With spectacles on nose and pouch on side;
His youthful hose, well saved, a world too wide
For his shrunk shank; and his big manly voice
Turning again toward childish treble, pipes
And whistles in his sound. Last scene of all,
That ends this strange, eventful history,

Is second childishness and mere oblivion,
Sans teeth, sans eyes, sans taste, sans everything.

In strong contrast to this bright, realistic picture is the astonishing outburst on the power of imagination in A Midsummer-Night's Dream :—

Lovers and madmen have such seething brains,

Such shaping fantasies, that apprehend

More than cool reason ever comprehends.

The lunatic, the lover, and the poet

Are of imagination all compact.

One sees more devils than vast hell can hold

That is the madman. The lover, all as frantic,

Sees Helen's beauty in a brow of Egypt.

The poet's eye, in a fine frenzy rolling,

Doth glance from heaven to earth, from earth to heaven,

And, as imagination bodies forth

The forms of things unknown, the poet's pen
Turns them to shaps, and gives to airy nothing
A local habitation and a name.

As has been already hinted, there is less of Shakspeare to be found in these Comedies than in the rest of his work. They display the toil of the playwright fully more than the inspiration of the poet. Some of them appear to have been written in haste, and the different parts do not hang well together. In the plots there is no great inventiveness; a few tricks of the playwright's art, such as mistaken identity and the assumption by women of male attire, are repeated to satiety; and some of the incidents, thus motived, are far from convincing. In one or two cases Shakspeare appears only to have touched up the work of older dramatists. Many pages of the dialogue in several of the plays are hopelessly obsolete, and the wit in them is as stale as exploded soap-bubbles. In the Comedies, in short, are to be found most of the withered leaves in the garland of Shakspeare's fame.

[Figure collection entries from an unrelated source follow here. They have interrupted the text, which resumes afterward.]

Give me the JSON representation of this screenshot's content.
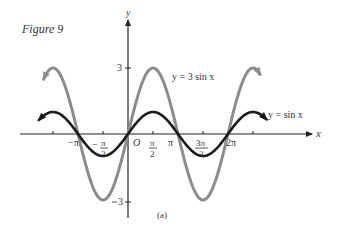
{
  "figure": {
    "title": "Figure 9",
    "caption": "(a)"
  },
  "chart_data": {
    "type": "line",
    "title": "Figure 9",
    "subtitle": "(a)",
    "xlabel": "x",
    "ylabel": "y",
    "x_ticks": [
      "−π",
      "−π/2",
      "O",
      "π/2",
      "π",
      "3π/2",
      "2π"
    ],
    "x_tick_values": [
      -3.1416,
      -1.5708,
      0,
      1.5708,
      3.1416,
      4.7124,
      6.2832
    ],
    "y_ticks": [
      "3",
      "−3"
    ],
    "y_tick_values": [
      3,
      -3
    ],
    "xlim": [
      -3.4,
      5.8
    ],
    "ylim": [
      -3.4,
      3.4
    ],
    "grid": false,
    "legend_position": "inline annotations",
    "series": [
      {
        "name": "y = 3 sin x",
        "color": "#8c8c8c",
        "function": "3*sin(x)",
        "x_range": [
          -5.3,
          8.3
        ],
        "amplitude": 3,
        "period": 6.2832,
        "points": [
          [
            -4.712,
            3
          ],
          [
            -3.1416,
            0
          ],
          [
            -1.5708,
            -3
          ],
          [
            0,
            0
          ],
          [
            1.5708,
            3
          ],
          [
            3.1416,
            0
          ],
          [
            4.7124,
            -3
          ],
          [
            6.2832,
            0
          ],
          [
            7.854,
            3
          ]
        ]
      },
      {
        "name": "y = sin x",
        "color": "#1a1a1a",
        "function": "sin(x)",
        "x_range": [
          -5.6,
          8.7
        ],
        "amplitude": 1,
        "period": 6.2832,
        "points": [
          [
            -4.712,
            1
          ],
          [
            -3.1416,
            0
          ],
          [
            -1.5708,
            -1
          ],
          [
            0,
            0
          ],
          [
            1.5708,
            1
          ],
          [
            3.1416,
            0
          ],
          [
            4.7124,
            -1
          ],
          [
            6.2832,
            0
          ],
          [
            7.854,
            1
          ]
        ]
      }
    ],
    "annotations": [
      {
        "text": "y = 3 sin x",
        "near": "series 1 peak at x=π/2"
      },
      {
        "text": "y = sin x",
        "near": "series 2 right end"
      }
    ]
  },
  "labels": {
    "x_axis": "x",
    "y_axis": "y",
    "origin": "O",
    "neg_pi": "−π",
    "neg_half_pi_num": "π",
    "neg_half_pi_sign": "−",
    "half_pi_num": "π",
    "den2": "2",
    "pi": "π",
    "three_half_pi_num": "3π",
    "two_pi": "2π",
    "y_three": "3",
    "y_neg_three": "3",
    "y_neg_sign": "−",
    "series1_label": "y = 3 sin x",
    "series2_label": "y = sin x"
  }
}
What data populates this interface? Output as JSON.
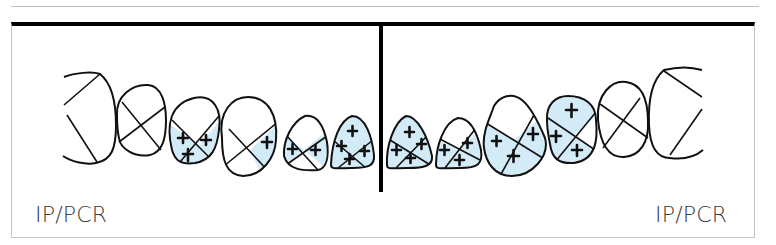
{
  "figure": {
    "type": "dental-plaque-chart",
    "fill_color": "#d3ebf7",
    "line_color": "#111111",
    "frame_color": "#000000",
    "labels": {
      "left": "IP/PCR",
      "right": "IP/PCR"
    }
  },
  "quadrants": [
    {
      "side": "left",
      "teeth": [
        {
          "index": 1,
          "shape": "molar-partial",
          "filled": [],
          "plus_count": 0
        },
        {
          "index": 2,
          "shape": "premolar",
          "filled": [],
          "plus_count": 0
        },
        {
          "index": 3,
          "shape": "premolar",
          "filled": [
            "left",
            "right",
            "bottom"
          ],
          "plus_count": 3
        },
        {
          "index": 4,
          "shape": "canine",
          "filled": [
            "right"
          ],
          "plus_count": 1
        },
        {
          "index": 5,
          "shape": "incisor",
          "filled": [
            "left",
            "right"
          ],
          "plus_count": 2
        },
        {
          "index": 6,
          "shape": "incisor",
          "filled": [
            "top",
            "left",
            "right",
            "bottom"
          ],
          "plus_count": 4
        }
      ]
    },
    {
      "side": "right",
      "teeth": [
        {
          "index": 7,
          "shape": "incisor",
          "filled": [
            "top",
            "left",
            "right",
            "bottom"
          ],
          "plus_count": 4
        },
        {
          "index": 8,
          "shape": "incisor",
          "filled": [
            "left",
            "right",
            "bottom"
          ],
          "plus_count": 3
        },
        {
          "index": 9,
          "shape": "canine",
          "filled": [
            "left",
            "right",
            "bottom"
          ],
          "plus_count": 3
        },
        {
          "index": 10,
          "shape": "premolar",
          "filled": [
            "top",
            "left",
            "bottom"
          ],
          "plus_count": 3
        },
        {
          "index": 11,
          "shape": "premolar",
          "filled": [],
          "plus_count": 0
        },
        {
          "index": 12,
          "shape": "molar-partial",
          "filled": [],
          "plus_count": 0
        }
      ]
    }
  ]
}
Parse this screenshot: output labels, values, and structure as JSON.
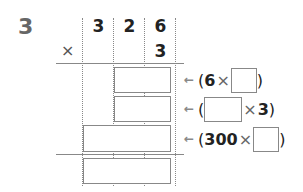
{
  "problem": {
    "number": "3",
    "multiplicand_digits": [
      "3",
      "2",
      "6"
    ],
    "multiplier": "3",
    "operator": "×"
  },
  "partial_products": [
    {
      "arrow": "←",
      "open": "(",
      "left": "6",
      "times": "×",
      "right": "",
      "close": ")"
    },
    {
      "arrow": "←",
      "open": "(",
      "left": "",
      "times": "×",
      "right": "3",
      "close": ")"
    },
    {
      "arrow": "←",
      "open": "(",
      "left": "300",
      "times": "×",
      "right": "",
      "close": ")"
    }
  ]
}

Yet there is at least one of these dramas which reaches a point of perfection attained by only three or four other plays in the poet's entire repertory. In The Merchant of Venice the execution is, as has been already hinted, as perfect as that of Julius Cæsar among the Historical Plays or Macbeth among the Tragedies.

This drama is founded, indeed, on several stories, which played their part in the literature of different countries before Shakspeare took possession of them; but he has twisted the various strands into a single thread with initimable deftness, leaving no loose ends. It is as if the subject had found the genius of the author in its happiest mood and excited his powers to their fullest exercise; accordingly, from beginning to end, everything moves with the lightness and grace of a bird on the wing; and there is nothing out of date; the colours are like those of the great Renaissance paintings-as fresh as if they had been laid on the canvas yesterday.

The theory has recently been started that the motive of this play was merely to fall in with the fury of the multitude against the Jewish race. A Jewish doctor, it seems, was executed in London for a plot against the life of the Queen shortly before its production; and, in such circumstances, any picture exhibiting a Jew in a hateful or ludicrous light was certain of popularity. The gods in the gallery would simply howl with delight at Shylock rushing through the streets shrieking:

My daughter! Oh my ducats! O my daughter!
Fled with a Christian! Oh my Christian ducats!
Justice! the law! my ducats and my daughter!